Theoretically.... most people coming to FreeBSD at a moment will choose ports, because you come to FreeBSD to be free to "cook" your system in as many way you want.
And don't expect to combine ports and standard packages....this point is regularly discussed in this forum. From the moment you choose custom options from ports, you affect the chain of dependencies, so at a moment you will break the standard package system. In fact, on package update the system will attempt to rollback any customized port to standard packages.
But.... it will also depend on your hardware.
If you run old hardware, maintaining a port system can be painful.
Le'ts take an absurd and stupid example....
You run a Raspberry and you want to compile chromium.... it could take, let's say 7 days, as chromium is well known here to be probably the longest port to compile.
That's also for saying... it depends on what you want to compile.
If you intend to install a light headless server, so with no desktop, with some hardware more powerful than a Raspberry... yes, you can choose ports and "cook" your system.
Other scenario... your hardware is light, very light.... but you absolutely need some custom options for some ports.
The solution is to use "poudriere" on another FreeBSD server running with a good processor which will compile the ports and build custom packages in a http, ftp, repository.
Your light server will install ports through you precompiled custom packages... Custom packages have exactly the same format as the standard packages... they just differ in the options, and so that modifies the chain of dependencies.
Addendum :
------------
Please note that
ports-mgmt/portupgrade tool can intelligently combine ports and standard packages if possible.
The following command
portupgrade -aRP
means :
- a : update all installed port
- R : before updating a given port, update dependencies before if required. What we call backward dependencies.
- P : use package if possible
So portupgrade will download and install standard package for a given port, rather than building it, if :
- the given port "A" is set to its default options
- all dependencies (so running dependencies and building dependencies) of port "A" are set to their default options
In any other cases, portupgrade tool will build the port "A"
In fact, if you install a little system with only a few ports with custom options, generally you can combine packages and ports through the "portupgrade" tool
If you install a bigger system, as a desktop, this implies a bigger number of ports and so this is creating a very complex chain of dependencies. So there are only few chances for "portupgrade" to install standard packages.
It also depends on the level of dependencies. If you customize essentials packages as Perl, Python.... automatically it affects number of forward packages.
If you just customize an end user application as "firefox", there is generally no impact on the chain of dependencies as Firefox is rarely a backward dependency.
Anyway, when I choose "port", I personally don't try to combine package, so I never use the "P" option with "portupgrade", because any failure in building a port "A" may reveal related backward dependencies issues.
So first you generally rebuild the dependencies... and you rebuild port "A"
If "portupgrade" installs package "A", it will not warn you on such issues and so you may find the program not working... with no explanation
In a canonical way, if you want to secure a process, if you update "port A", you should also force rebuild all ports that have "port A" as dependency, what we call "forward" dependencies, corresponding to "r" option in "portupgrade" tool.
But this is only theoretical, because updating a very low level package as python, perl ... should theoretically result in a full system rebuild.
For the common user, this is simply not possible as his computer would be used 90% of its time to build, build and always build packages.
This is possible for little systems with few packages, or for some professionals who have powerful "poudriere" dedicated machines, focused on building custom packages, and so able to rebuild all installed port, and serve them in a repository in just a few hours per day.
For any standard user... he takes the risk to not rebuild the forward dependencies, and so do that on "request" when a problem occurs
If you install a big desktop as Gnome, KDE5.... rebuilding a full system can take several days speaking of standard desktop machines, this is the reason why "theory" is not applicable for most of us.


TRY IT: Go through the records and show each line where the word "Network" occurs.

GIVEN DATA:
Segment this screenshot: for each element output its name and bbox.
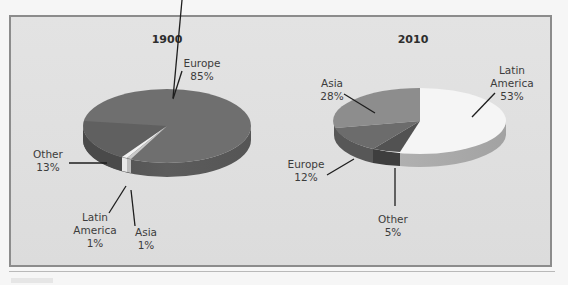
leader-latin-1900: [109, 186, 126, 213]
label-asia-1900-name: Asia: [135, 226, 157, 238]
pie-2010: 2010 Asia 28% Latin America 53% Europe 1…: [288, 33, 534, 238]
label-europe-2010-pct: 12%: [294, 171, 317, 183]
pie-1900: 1900 Europe 85% Other 13% Latin America …: [33, 0, 251, 251]
pie-1900-side-latin: [122, 157, 127, 172]
label-other-2010-pct: 5%: [385, 226, 402, 238]
pie-2010-slice-asia: [333, 88, 420, 128]
leader-asia-1900: [131, 190, 135, 226]
label-other-1900-pct: 13%: [36, 161, 59, 173]
label-other-2010-name: Other: [378, 213, 408, 225]
label-asia-2010-pct: 28%: [320, 90, 343, 102]
pie-1900-side-asia: [127, 158, 131, 173]
label-europe-1900-name: Europe: [184, 57, 221, 69]
label-other-1900-name: Other: [33, 148, 63, 160]
pie-charts: 1900 Europe 85% Other 13% Latin America …: [0, 0, 568, 285]
label-latin-2010-pct: 53%: [500, 90, 523, 102]
label-europe-1900-pct: 85%: [190, 70, 213, 82]
label-latin-2010-name1: Latin: [499, 64, 525, 76]
pie-2010-title: 2010: [398, 33, 429, 46]
label-latin-1900-name2: America: [73, 224, 116, 236]
leader-europe-2010: [327, 159, 354, 175]
label-latin-2010-name2: America: [490, 77, 533, 89]
label-europe-2010-name: Europe: [288, 158, 325, 170]
label-latin-1900-pct: 1%: [87, 237, 104, 249]
label-asia-2010-name: Asia: [321, 77, 343, 89]
label-latin-1900-name1: Latin: [82, 211, 108, 223]
label-asia-1900-pct: 1%: [138, 239, 155, 251]
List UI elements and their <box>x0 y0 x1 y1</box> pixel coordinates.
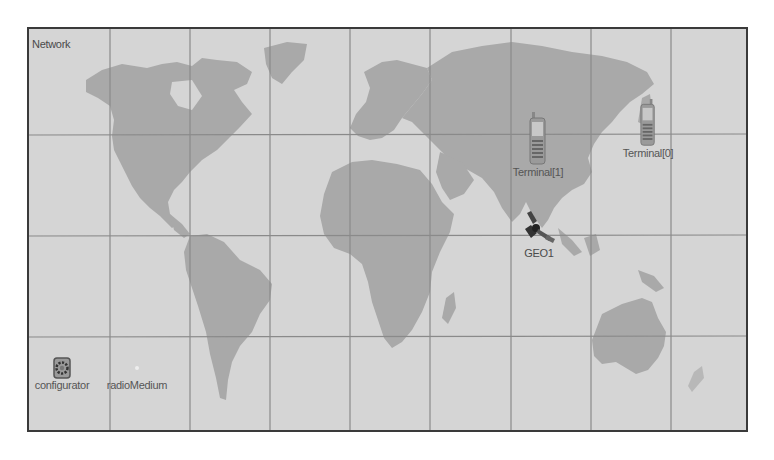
cellphone-icon <box>638 99 658 147</box>
node-label: configurator <box>29 379 95 391</box>
satellite-icon <box>521 211 557 247</box>
node-label: Terminal[1] <box>503 166 573 178</box>
network-canvas[interactable]: Network Terminal[1] <box>27 27 748 432</box>
south-america <box>184 234 272 400</box>
node-geo1[interactable]: GEO1 <box>519 211 559 259</box>
africa <box>320 160 454 348</box>
node-label: radioMedium <box>97 379 177 391</box>
node-configurator[interactable]: configurator <box>29 357 95 391</box>
radio-medium-icon <box>128 357 146 379</box>
node-label: Terminal[0] <box>613 147 683 159</box>
gear-icon <box>53 357 71 379</box>
north-america <box>86 58 252 228</box>
node-radio-medium[interactable]: radioMedium <box>97 357 177 391</box>
node-terminal-1[interactable]: Terminal[1] <box>503 112 573 178</box>
node-label: GEO1 <box>519 247 559 259</box>
cellphone-icon <box>528 112 548 166</box>
node-terminal-0[interactable]: Terminal[0] <box>613 99 683 159</box>
network-title: Network <box>32 38 70 50</box>
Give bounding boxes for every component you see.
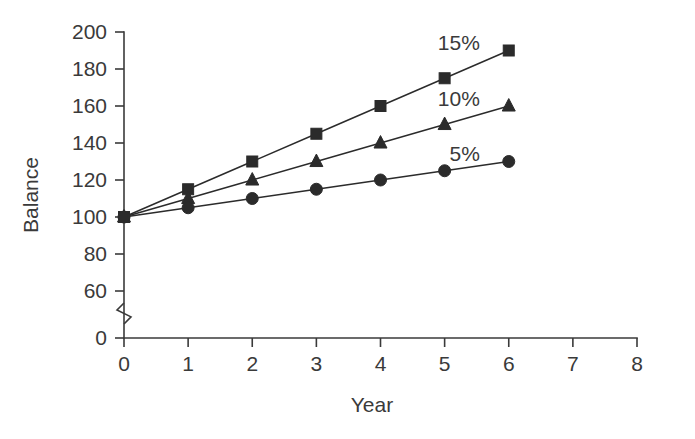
- data-series-15pct: [119, 45, 515, 223]
- data-point-marker-circle: [246, 193, 258, 205]
- y-axis-tick-label: 80: [84, 242, 107, 265]
- data-point-marker-triangle: [502, 99, 515, 111]
- data-point-marker-circle: [182, 202, 194, 214]
- y-axis-title: Balance: [19, 157, 42, 233]
- y-axis-tick-label: 100: [72, 205, 107, 228]
- data-point-marker-circle: [118, 211, 130, 223]
- x-axis-tick-label: 5: [439, 352, 451, 375]
- y-axis-tick-label: 0: [95, 326, 107, 349]
- y-axis-tick-label: 160: [72, 94, 107, 117]
- data-series-group: [118, 45, 516, 223]
- y-axis-tick-label: 120: [72, 168, 107, 191]
- data-point-marker-square: [503, 45, 514, 56]
- x-axis-tick-label: 2: [246, 352, 258, 375]
- chart-container: 20018016014012010080600 012345678 15%10%…: [0, 0, 695, 439]
- x-axis-tick-label: 1: [182, 352, 194, 375]
- y-axis-tick-label: 140: [72, 131, 107, 154]
- data-point-marker-circle: [439, 165, 451, 177]
- data-point-marker-square: [311, 128, 322, 139]
- series-label-10pct: 10%: [438, 87, 480, 110]
- x-axis-tick-label: 8: [631, 352, 643, 375]
- series-label-15pct: 15%: [438, 31, 480, 54]
- y-axis-tick-label: 200: [72, 20, 107, 43]
- x-axis-tick-label: 0: [118, 352, 130, 375]
- data-point-marker-circle: [310, 183, 322, 195]
- interest-growth-line-chart: 20018016014012010080600 012345678 15%10%…: [0, 0, 695, 439]
- data-point-marker-square: [439, 73, 450, 84]
- data-point-marker-circle: [503, 156, 515, 168]
- x-axis: 012345678: [118, 338, 643, 375]
- series-label-5pct: 5%: [450, 142, 480, 165]
- y-axis-tick-label: 180: [72, 57, 107, 80]
- x-axis-tick-label: 4: [375, 352, 387, 375]
- data-point-marker-square: [247, 156, 258, 167]
- series-annotations: 15%10%5%: [438, 31, 480, 165]
- data-point-marker-circle: [375, 174, 387, 186]
- data-point-marker-square: [375, 101, 386, 112]
- x-axis-tick-label: 3: [311, 352, 323, 375]
- y-axis-tick-label: 60: [84, 279, 107, 302]
- x-axis-title: Year: [351, 393, 393, 416]
- x-axis-tick-label: 6: [503, 352, 515, 375]
- y-axis: 20018016014012010080600: [72, 20, 131, 349]
- x-axis-tick-label: 7: [567, 352, 579, 375]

RESPONSE TO THE TASK:
network-canvas[interactable]: Network Terminal[1] <box>27 27 748 432</box>
network-title: Network <box>32 38 70 50</box>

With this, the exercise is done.